The journey from ‘corporate cop’ to the C-Suite: corporate security and HR
Over the past 25 years, the corporate security function has been on a journey from ‘corporate cop’ towards the C-Suite. Today, most corporate security leaders in multinational corporations are much closer to the C-Suite than they were a quarter of a century ago, but very few have made it onto the Executive Committee.
Ours is not the only function to embark on this journey; 25 years ago, HR also owned the moniker ‘corporate cop’, as a result of the fact that it enforced policies, policed what managers could and couldn’t do, and managed a series of technical administrative processes, such as payroll.
Writing in the Harvard Business Review in 1998, influential HR thinker, Dave Ulrich, described the position of the function at that time:
‘Should we do away with HR? In recent years, a number of people who study and write about business—along with many who run businesses—have been debating that question. The debate arises out of serious and widespread doubts about HR’s contribution to organizational performance.’
Today, HR is on the Executive Committee of most multinational corporations, and many companies also have a board-level position concerned with talent and people. Just 16 years after Dave Ulrich was issuing a warning to the HR community, the role of Chief Human Resources Officer (CHRO) was being described as a game-changing business enabler in the Harvard Business Review: ‘This role is gaining importance like never before. It’s moved away from a support or administrative function to become much more of a game changer and the person who enables the business strategy.’
HR’s lessons for corporate security in the journey to the C-Suite
Why did HR succeed in moving from ‘corporate cop’ to C-Suite? There are four key lessons corporate security leaders can and should learn from their HR colleagues.
Timing
Three decades ago, the world was changing; key trends, including globalisation and digitalisation, made talent a business-critical issue. Finding and keep good people and being an ‘employer of choice’ were vital to staying ahead, and business leaders understood that talent was central to business profitability and growth. Smart HR leaders recognised that their function had the skills, assets, and know-how to solve the talent problem, a key concern for business leaders.
Today, the global business operating environment – characterised by geopolitics, volatility, interconnected risks, and crisis – offers similar opportunities for corporate security leaders. Terms that have been commonly used by security professionals for decades are now part of the everyday vernacular for business leaders. It was no surprise that ‘permacrisis’ was Collins Dictionary’s word of the year in 2022 and that it features consistently in World Economic Forum reports.
Focus on what you deliver, not what you do
One of the most important lessons security professionals must learn from HR’s ascent to the C-Suite is the importance of focusing not on what you do, but on the value that you deliver to your company.

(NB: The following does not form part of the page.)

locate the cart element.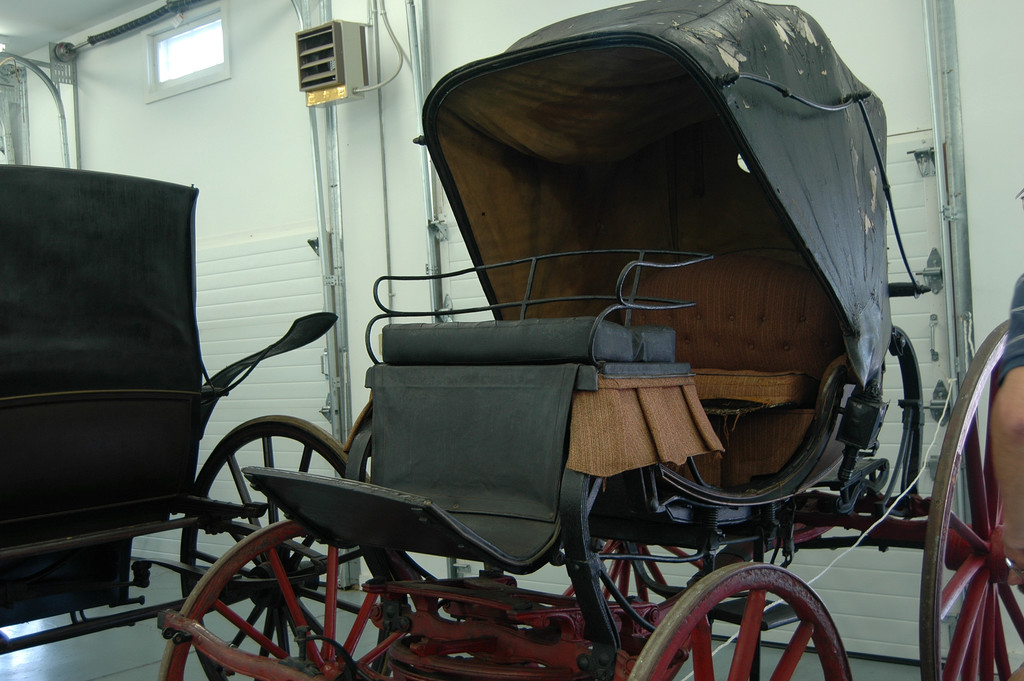
Element bbox: (0,163,413,680).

In his 1998 Harvard Business Review article on the state of HR, Dave Ulrich issued a challenge to the profession: ‘The question for senior managers [then] is not should we do away with HR? but What should we do with HR? The answer is: create an entirely new role and agenda for the field that focuses it not on traditional HR activities, such as staffing and compensation, but on outcomes. HR should not be defined by what it does but by what it delivers—results that enrich the organization’s value to customers, investors, and employees.’
Security leaders should not assume that, because their company’s security risks have increased, the C-Suite considers the work of the security function to be business critical. For some companies, it is and perhaps always has been. For most, security is more important today than it was 2-3 years ago, but it is not one of the handful of issues that dominates the limited bandwidth of its C-Suite.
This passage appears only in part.